If you were writing the counterterrorism script for the United States, what would be the first five items that you’d have on it?

It’s funny you ask me this. I deliberately have not gotten involved in the counterterrorism debate. I’ll just give you an example from NYPD, where I was deputy commissioner of counterterrorism. My counterpart at Scotland Yard was directly involved in some cases of counter-radicalization in the United Kingdom. They would go out and have meetings. They would try to co-opt nonviolent extremists and get them involved to help ensure that mostly young men in their communities didn’t embark on this course.
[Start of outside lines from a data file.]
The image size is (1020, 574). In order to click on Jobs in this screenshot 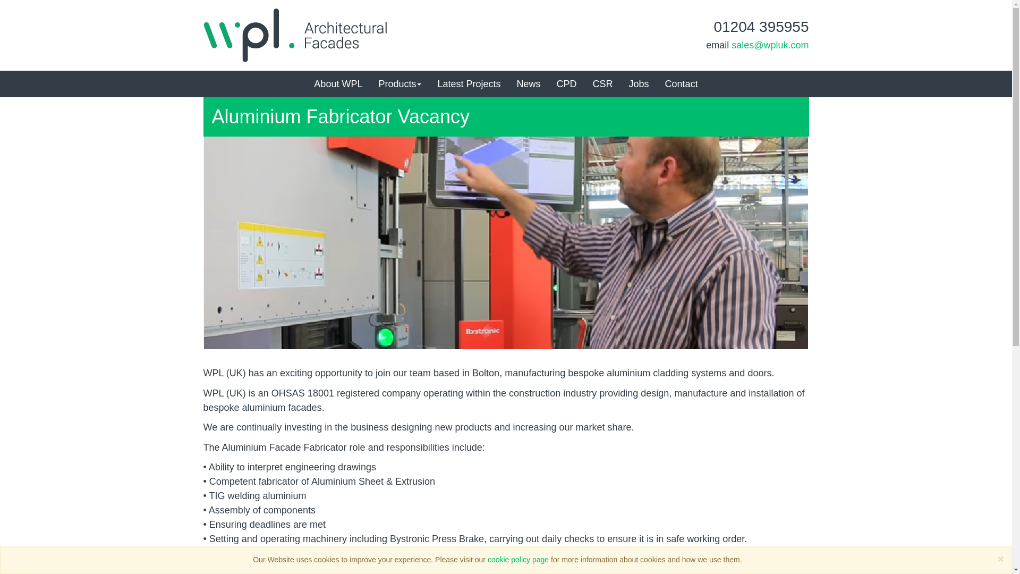, I will do `click(638, 83)`.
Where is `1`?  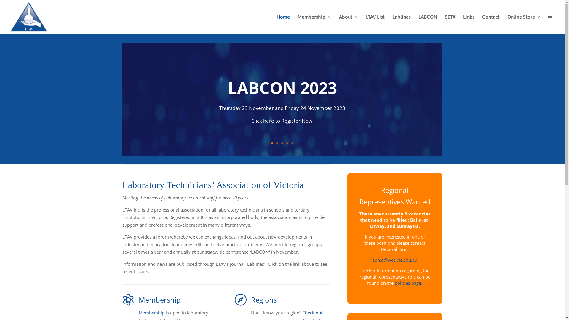 1 is located at coordinates (272, 143).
At the NYPD, Commissioner Ray Kelly made a very clear decision that he was not going to ask his counter\terrorism deputy commissioner to do this. He would rely on a normal community affairs function to do it--to do all the outreach to all the different communities--and would not brand it as driven by a fear of terrorism or counter-radicalization.

There’s actually a lot to that, in the sense that, if I were to start showing up at community meetings with particular groups--Muslim or whatever--it immediately stigmatizes the interaction. [Members of these groups could ask:] "So why are you here? And why aren’t you talking to the Irish guys? You’re talking only to the Muslims." It sends a message that we didn’t think was healthy. So this is a long-winded of saying that throughout my career I’ve actually stayed away from this.

Still, what I would do first is ensure that the social science on radicalization is getting better. I have to say that to date, the scholarship on radicalization--the essential prerequisite of a counter-radicalization agenda--is highly uncertain. There are some basic sorts of typologies that have been created to describe the steps in the [radicalization] process, but a deep understanding of what’s actually happening in the hearts and minds of these people so far eludes us.

How could you get at that?

Probably the most important thing would be close-in interviews with radicals. We now have a lot of them in custody. Some of them will talk. Some of them won’t. Some of them will continue to press their agenda and won’t be candid. So it’s not easy to do. But this is really what I want the analytic, academic community to develop for us. Either in the public space through universities, but more likely in classified settings with scholars and experts at the national counterterrorism center, the CIA, the FBI, or, frankly, NYPD.

Could anything have been done to prevent the recent bomb effort from happening?

If we had found the actual location where they were building these bombs before they delivered them to UPS or FedEx, we could have raided it or we could have blown it up with a missile. That would have prevented it. If we had done a raid, we could have arrested the bomb-makers, interrogated them, find out what else they were up to. So that’s one aspect of prevention.

The other aspect, which is a little bit harder, is if we had some national or global mandate that parcels emanating from certain countries or meeting certain criteria were screened, and the people receiving them at UPS or FedEx would have to run them through an X-ray, or whatever it may be, and they may have spotted it. But there are ways to defeat the various technological screening systems that we have. It’s a complicated business. It’s essentially U.S. government agencies that do it for civil aviation passengers. To impose that requirement on parcel carriers operating globally is a big deal. It may happen as a result of this, but I’m not sure. It would need to be quite carefully thought through.

Close

Top Stories on CFR

Indonesia

Prabowo Subianto was named the winner of the Indonesian presidential election. But it is unclear which version of Prabowo—the more moderate candidate from the campaign trail or the self-styled strongman—will govern Indonesia.

Russia

The mass casualty theater attack in Moscow was a reminder that affiliates of the Islamic State have reorganized and infiltrated even powerful states.

India

With India's development continuing to gain steam, one of the biggest challenges will be to avoid the mistake that others have made when they failed to recognize their newly acquired global systemic influence and adapt accordingly. Both China and Big Tech show that it is never too early to start managing one's own rise.